Morning Sun

Morning Sun, A Documentary Film | Film Reviews











The New York Times, Oct. 22, 2003
The Loss of Relationships Under Mao's Rough Revolutionary Hand
By Elvis Mitchell

The documentary "Morning Sun" does a thoughtful job of streamlining the bloody realities - both literal and psychological - of China's Cultural Revolution into roughly two hours of film. The movie, which opens today at the Film Forum, begins with clips from a 1964 "musical extravaganza" - as the narrator, Margot Adler, puts it - called "The East Is Red."

"In dark, old China, the earth was dark, the sky was dark," we hear in a scene from "The East Is Red," and we see a production that looks like a Chinese high school combination of "The Good Earth" and "Porgy and Bess." "The East Is Red," photographed in volcanic color, splashes its propaganda in terms so simple that the scenes become almost Brechtian; more specifically, it's a crude Minnelli musical essentially produced by Mao, the Arthur Freed of Communism.

The pieces of this musical shown in "Morning Sun" are so fulsomely straightforward that being denied a chance to see it in its entirety feels like a form of deprivation. That is, until the directors - Carma Hinton, Geremie R. Barmé and Richard Gordon - focus on the adults who were indoctrinated under the firm, unambiguous hand of Mao.

Then deprivation is defined in truly horrific terms. One describes the Revolution in grimly elegant fashion: "It was an age ruled by both the poet and the executioner; poets scattered roses everywhere, while the executioner cast a long shadow of terror."

One particularly transfixing interview comes from a former Red Guard member whose features are obscured by shadow; his recollections of violence inflicted in Mao's name are darkened by shame. He, like many others, can never quite forgive himself for being sucked into the stream of propaganda; it was a force that, as "Morning Sun" reminds us, molded a new generation into killers without any sense of the long and tortured history of a China that existed before Mao brutally eliminated all traces of it.

"Morning Sun" effectively explains Mao's strangulation of outside influences, cutting off the Western arts that were still offered to children until the 1960's. Another spellbindingly simplistic film played a big part in Communist China - a 1955 Russian movie adaptation of "The Gadfly," an 1897 novel by Ethel Lilian Voynich.

Clips from this operatic Italian-set story of Arthur, a man rejecting all the lessons of his youth, including those of the church, are shown in "Morning Sun." Arthur confesses his loss of faith to his mentor, a priest, who turns the young man in to the authorities - a priest who is later revealed to be his father. The ideals exposed in the wildly overstated "Gadfly" - the protagonist later becomes a heroic revolutionary - took hold of Chinese youth. (It also similarly affected Russians, according to "Morning Sun.") And as young Communists age, the movie's impact shifts with them. Eventually "Gadfly" was too complex for Mao, who removed it from circulation in favor of one-dimensional dramas that were far more blatant. When "Gadfly" is finally available and its fans see it again as adults, the movie's impact - and the eddies of the father-son-revolutionary - takes on other shadings; it's the losses in the relationships that resonate for them.

One of the few subtle points of "Morning Sun" is that even simple, lurid dramatic tragedy looks different to its admirers as they mature. The eloquence of the interview subjects - and the clips - have a power that the written narration, which tends to sound like an "All Things Considered" segment, often lacks. And, as in "Gadfly," loss echoes throughout this documentary, too.

"Chairman Mao said, 'You young people are like the morning sun; our hope is placed on you,'" remembers Li Nanyang, who was a child of 1960's China. And as "Morning Sun" unfolds, she is shown to be one of the Cultural Revolution's victims. Her father, Li Rui, who rose through the ranks to become Mao's secretary, made the mistake of criticizing a failing policy during the Great Leap Forward in the 1950's, when farms were converted into small factories and the resultant shortages nearly crippled the nation; his reward was being publicly repudiated and sent away, and his daughter, 9 at the time, was ridiculed until she denounced him.

"Morning Sun" ends with a reunion of father and daughter after 11 years.

"Finally, I was free to speak my mind, unlike 1967," Li Rui says, and the familial resemblance - a proud, strong mouth - is evident. "I finally came out with it, and he cried," his daughter says, remembering when she called him Dad, something she wasn't permitted to do since his disgrace. The movie closes with this scene, the ascension of a different sun.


> TASK GOAL: The answer should consist of all the records, copied exactly.

Stored records
::::::::::

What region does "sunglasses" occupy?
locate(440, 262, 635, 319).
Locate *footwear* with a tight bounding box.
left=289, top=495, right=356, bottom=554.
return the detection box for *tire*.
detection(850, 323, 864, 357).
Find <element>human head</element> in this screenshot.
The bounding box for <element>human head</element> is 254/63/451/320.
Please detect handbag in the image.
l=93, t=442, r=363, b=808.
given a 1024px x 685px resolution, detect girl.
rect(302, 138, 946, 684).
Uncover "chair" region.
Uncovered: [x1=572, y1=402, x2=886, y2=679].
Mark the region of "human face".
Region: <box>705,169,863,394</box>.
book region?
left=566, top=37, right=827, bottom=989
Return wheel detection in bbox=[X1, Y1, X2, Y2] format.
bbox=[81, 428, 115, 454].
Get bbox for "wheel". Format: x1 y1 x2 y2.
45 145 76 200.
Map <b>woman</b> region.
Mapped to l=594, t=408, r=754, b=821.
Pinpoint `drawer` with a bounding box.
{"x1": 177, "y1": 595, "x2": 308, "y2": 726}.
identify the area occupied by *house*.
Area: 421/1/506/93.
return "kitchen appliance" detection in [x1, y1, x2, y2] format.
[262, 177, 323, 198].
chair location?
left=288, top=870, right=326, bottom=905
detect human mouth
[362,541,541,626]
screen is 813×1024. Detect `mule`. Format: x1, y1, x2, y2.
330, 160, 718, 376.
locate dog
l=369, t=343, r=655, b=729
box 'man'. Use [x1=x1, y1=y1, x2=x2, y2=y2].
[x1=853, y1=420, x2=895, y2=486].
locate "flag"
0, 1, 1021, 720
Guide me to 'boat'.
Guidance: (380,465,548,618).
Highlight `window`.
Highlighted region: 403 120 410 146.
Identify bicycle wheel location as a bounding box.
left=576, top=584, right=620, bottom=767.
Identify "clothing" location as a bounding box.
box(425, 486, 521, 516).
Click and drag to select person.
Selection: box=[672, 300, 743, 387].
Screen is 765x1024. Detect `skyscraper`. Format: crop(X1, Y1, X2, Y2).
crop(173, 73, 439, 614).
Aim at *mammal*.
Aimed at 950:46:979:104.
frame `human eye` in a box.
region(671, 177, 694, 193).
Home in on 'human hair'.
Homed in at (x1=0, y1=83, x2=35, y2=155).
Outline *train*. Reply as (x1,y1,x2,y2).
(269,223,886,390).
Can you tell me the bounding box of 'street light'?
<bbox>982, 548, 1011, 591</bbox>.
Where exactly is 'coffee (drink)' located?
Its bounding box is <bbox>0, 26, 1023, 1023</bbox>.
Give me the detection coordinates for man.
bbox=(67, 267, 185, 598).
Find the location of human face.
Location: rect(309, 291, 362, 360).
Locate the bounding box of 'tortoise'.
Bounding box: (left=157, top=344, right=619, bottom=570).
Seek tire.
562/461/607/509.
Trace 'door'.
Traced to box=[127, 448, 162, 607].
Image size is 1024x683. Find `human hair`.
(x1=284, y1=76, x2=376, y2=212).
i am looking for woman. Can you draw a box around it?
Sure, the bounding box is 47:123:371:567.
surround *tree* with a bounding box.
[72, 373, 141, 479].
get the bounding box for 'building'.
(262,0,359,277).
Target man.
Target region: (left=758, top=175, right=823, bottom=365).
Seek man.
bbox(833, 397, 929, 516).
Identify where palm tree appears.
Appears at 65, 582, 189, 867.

::::::::::

> FINAL ANSWER:
What region does "sunglasses" occupy?
locate(440, 262, 635, 319).
Locate *footwear* with a tight bounding box.
left=289, top=495, right=356, bottom=554.
return the detection box for *tire*.
detection(850, 323, 864, 357).
Find <element>human head</element> in this screenshot.
The bounding box for <element>human head</element> is 254/63/451/320.
Please detect handbag in the image.
l=93, t=442, r=363, b=808.
given a 1024px x 685px resolution, detect girl.
rect(302, 138, 946, 684).
Uncover "chair" region.
Uncovered: [x1=572, y1=402, x2=886, y2=679].
Mark the region of "human face".
Region: <box>705,169,863,394</box>.
book region?
left=566, top=37, right=827, bottom=989
Return wheel detection in bbox=[X1, Y1, X2, Y2] format.
bbox=[81, 428, 115, 454].
Get bbox for "wheel". Format: x1 y1 x2 y2.
45 145 76 200.
Map <b>woman</b> region.
Mapped to l=594, t=408, r=754, b=821.
Pinpoint `drawer` with a bounding box.
{"x1": 177, "y1": 595, "x2": 308, "y2": 726}.
identify the area occupied by *house*.
Area: 421/1/506/93.
return "kitchen appliance" detection in [x1, y1, x2, y2] format.
[262, 177, 323, 198].
chair location?
left=288, top=870, right=326, bottom=905
detect human mouth
[362,541,541,626]
screen is 813×1024. Detect `mule`. Format: x1, y1, x2, y2.
330, 160, 718, 376.
locate dog
l=369, t=343, r=655, b=729
box 'man'. Use [x1=x1, y1=y1, x2=x2, y2=y2].
[x1=853, y1=420, x2=895, y2=486].
locate "flag"
0, 1, 1021, 720
Guide me to 'boat'.
Guidance: (380,465,548,618).
Highlight `window`.
Highlighted region: 403 120 410 146.
Identify bicycle wheel location as a bounding box.
left=576, top=584, right=620, bottom=767.
Identify "clothing" location as a bounding box.
box(425, 486, 521, 516).
Click and drag to select person.
Selection: box=[672, 300, 743, 387].
Screen is 765x1024. Detect `skyscraper`. Format: crop(X1, Y1, X2, Y2).
crop(173, 73, 439, 614).
Aim at *mammal*.
Aimed at 950:46:979:104.
frame `human eye` in a box.
region(671, 177, 694, 193).
Home in on 'human hair'.
Homed in at (x1=0, y1=83, x2=35, y2=155).
Outline *train*. Reply as (x1,y1,x2,y2).
(269,223,886,390).
Can you tell me the bounding box of 'street light'?
<bbox>982, 548, 1011, 591</bbox>.
Where exactly is 'coffee (drink)' located?
Its bounding box is <bbox>0, 26, 1023, 1023</bbox>.
Give me the detection coordinates for man.
bbox=(67, 267, 185, 598).
Find the location of human face.
Location: rect(309, 291, 362, 360).
Locate the bounding box of 'tortoise'.
Bounding box: (left=157, top=344, right=619, bottom=570).
Seek tire.
562/461/607/509.
Trace 'door'.
Traced to box=[127, 448, 162, 607].
Image size is 1024x683. Find `human hair`.
(x1=284, y1=76, x2=376, y2=212).
i am looking for woman. Can you draw a box around it?
Sure, the bounding box is 47:123:371:567.
surround *tree* with a bounding box.
[72, 373, 141, 479].
get the bounding box for 'building'.
(262,0,359,277).
Target man.
Target region: (left=758, top=175, right=823, bottom=365).
Seek man.
bbox(833, 397, 929, 516).
Identify where palm tree appears.
Appears at 65, 582, 189, 867.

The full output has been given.